Gangster Transfer

The Korean Won, it has to be said, is a slightly silly currency. Not content with being valued at a Zimbabwean-esque rate (1000 Won = approx $1), the government also insist on having no single bank note of a value of more than 10,000 Won. As it’s extremely difficult for a foreigner to get hold of anything resembling a credit or debit card, walking around with 15 to 20 notes in your back pocket – especially as the banks charge a fee for each withdrawal – is pretty standard procedure.

It’s all very bearable – if slightly annoying – in everyday situations, but when it becomes completely ludicrous. Most foreigners accumulate some quite substantial savings here. The cost of living is low, and Koreans have no retirement funds, so wages take allow for the need to put away huge chunks of money before reaching that age. On top of that, Korean law states that employers must pay severance pay of one month’s salary for every year completed, and so very few people manage to leave with nothing.

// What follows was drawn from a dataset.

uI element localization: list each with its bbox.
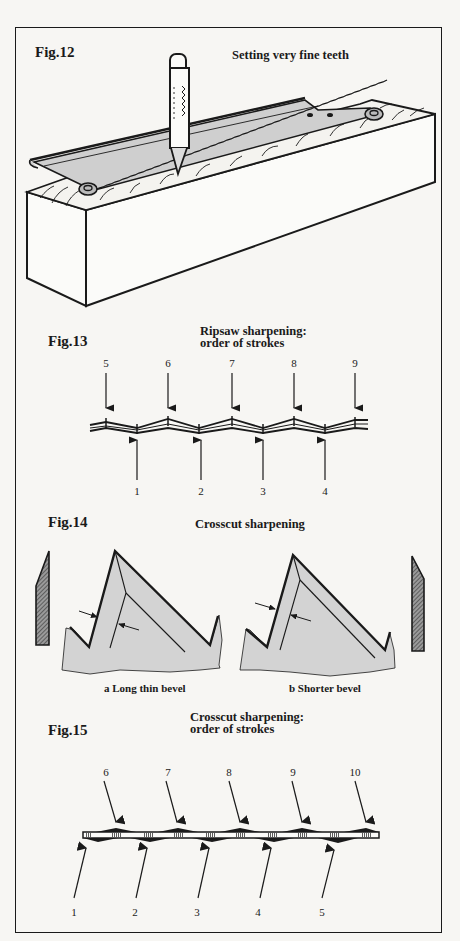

We had to transfer Helena’s savings home today. After nearly breaking the bank machine by insisting on withdrawing a huge number of notes (it was certainly several hundred), we headed up to the bank clerk and slapped said huge wad of relatively valueless currency on the desk. Impressively he didn’t sigh, frown or bang on the desk in frustration, nor did he whip out one of those super note counters you see in the movies (though I’ve seen plenty of them out here). The poor guy counted out every note individually, bundled them up into stacks of 1 million Won (yes, we’re all millionaires in Korea!) and got on with it. Never the less, carrying around a bag that contained so many bank notes you couldn’t make out the rest of the contents, even if it was only up a flight of stairs. Makes you feel ridiculously ‘gangster’. It the non finger-removing, drug-toting, gun-sporting way, obviously.

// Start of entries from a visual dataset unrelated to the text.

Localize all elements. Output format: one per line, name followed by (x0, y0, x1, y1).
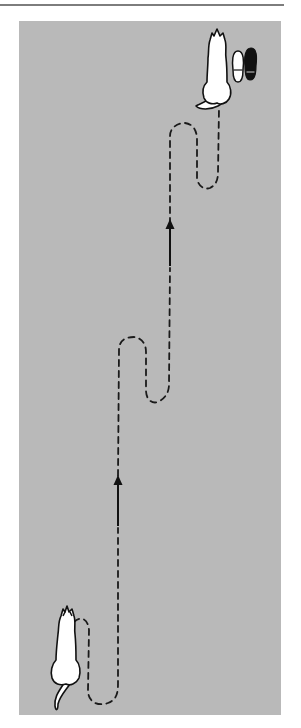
cat-end-icon (196, 29, 231, 109)
walking-path (74, 108, 219, 704)
shoe-light-icon (233, 51, 244, 82)
arrow-up-icon (114, 475, 123, 526)
arrow-up-icon (166, 219, 175, 266)
shoes-icon (233, 48, 257, 82)
figure-caption (19, 716, 281, 728)
cat-path-diagram (0, 0, 301, 728)
shoe-dark-icon (245, 48, 257, 80)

Sadly I’ll never get to do the same thing, having been transferring my savings systematically throughout the last 18 months. Even my severance pay is given direct to my UK account, avoiding the whole suitcases full of cash scenario. The fun and games will come to and end next year, when the Korean government finally shows some semblance of common sense and releases a 50,000 Won ($50) note. I have a feeling the memory of throwing heaps of paper on the desk and chuckling manically, whilst trying to resist faking a gun on the hip (it is a bank, after all) will last a little longer.